Public health experts can reasonably argue that the pending rule targets African Americans in the best possible way. The real disparate impact, so this thinking goes, is in the way tobacco companies have aggressively marketed menthol cigarettes in Black communities over the decades. I understand all of that. But I can’t rush to cheer a new policy that puts a terribly unhealthy — but perfectly legal — practice enjoyed so disproportionately by African Americans on the wrong side of the law.
Amanda Marcotte: The U.S. never had a shot at herd immunity
Hostility to scientific expertise plus rejection of the concept of the common good led to anti-vaxx conservatism
Many folks have been saying it for a few months now, but it appears that the slower-moving medical experts in the federal government are finally admitting it. Despite half of Americans getting the shot, Apoorva Mandavilli of the New York Times writes, “vaccination rates are slipping, and there is widespread consensus among scientists and public health experts that the herd immunity threshold is not attainable — at least not in the foreseeable future, and perhaps not ever.”
This article caused a lot of doom-saying from pandemic addicts on social media, but there’s actually good news in this. Dr.
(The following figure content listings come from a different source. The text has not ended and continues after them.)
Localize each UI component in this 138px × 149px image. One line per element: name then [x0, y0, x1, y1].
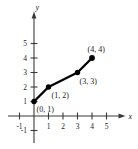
point-label-1-2: (1, 2): [52, 91, 70, 100]
y-tick-label: 1: [23, 97, 27, 106]
y-tick-label: 5: [23, 39, 27, 48]
coordinate-plot-figure: y x 5 4 3 2 1 -1 -1: [0, 0, 138, 149]
point-labels-group: (0, 1) (1, 2) (3, 3) (4, 4): [37, 45, 106, 114]
x-axis-arrow-icon: [119, 114, 126, 119]
y-axis-ticks: 5 4 3 2 1 -1: [21, 39, 38, 135]
x-tick-label: -1: [16, 122, 22, 131]
data-point-marker: [31, 99, 36, 104]
data-point-marker: [89, 55, 95, 61]
y-tick-label: 4: [23, 54, 27, 63]
x-axis-label: x: [128, 112, 133, 121]
point-label-4-4: (4, 4): [88, 45, 106, 54]
y-axis-label: y: [35, 3, 40, 12]
point-label-3-3: (3, 3): [80, 77, 98, 86]
y-axis-arrow-icon: [32, 12, 37, 19]
plot-svg: y x 5 4 3 2 1 -1 -1: [0, 0, 138, 149]
x-tick-label: 2: [61, 122, 65, 131]
x-tick-label: 1: [47, 122, 51, 131]
y-tick-label: 3: [23, 68, 27, 77]
point-label-0-1: (0, 1): [37, 105, 55, 114]
x-tick-label: 3: [76, 122, 80, 131]
x-tick-label: 4: [90, 122, 94, 131]
x-axis-ticks: -1 1 2 3 4 5: [16, 113, 108, 131]
data-point-marker: [46, 84, 51, 89]
data-point-marker: [75, 70, 80, 75]
y-tick-label: 2: [23, 83, 27, 92]
x-tick-label: 5: [105, 122, 109, 131]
Anthony Fauci, Biden’s top advisor on the pandemic, explained that federal leaders “stopped using herd immunity in the classic sense,” and instead the focus has shifted to “vaccinate enough people, the infections are going to go down.” In other words, it’s time to stop letting anti-vaccination people hold the rest of hostage, wind down the lockdowns, and shift gears to managing COVID-19 through other strategies.
As Mandavilli explains, there’s a lot of reasons that herd immunity is simply unachievable in the current situation, but there is no doubt that “[s]kepticism about the vaccines among many Americans” is playing a major role. She delicately avoids digging in deeper, but anyone who has been paying attention in recent months understands what this means: It’s Republicans.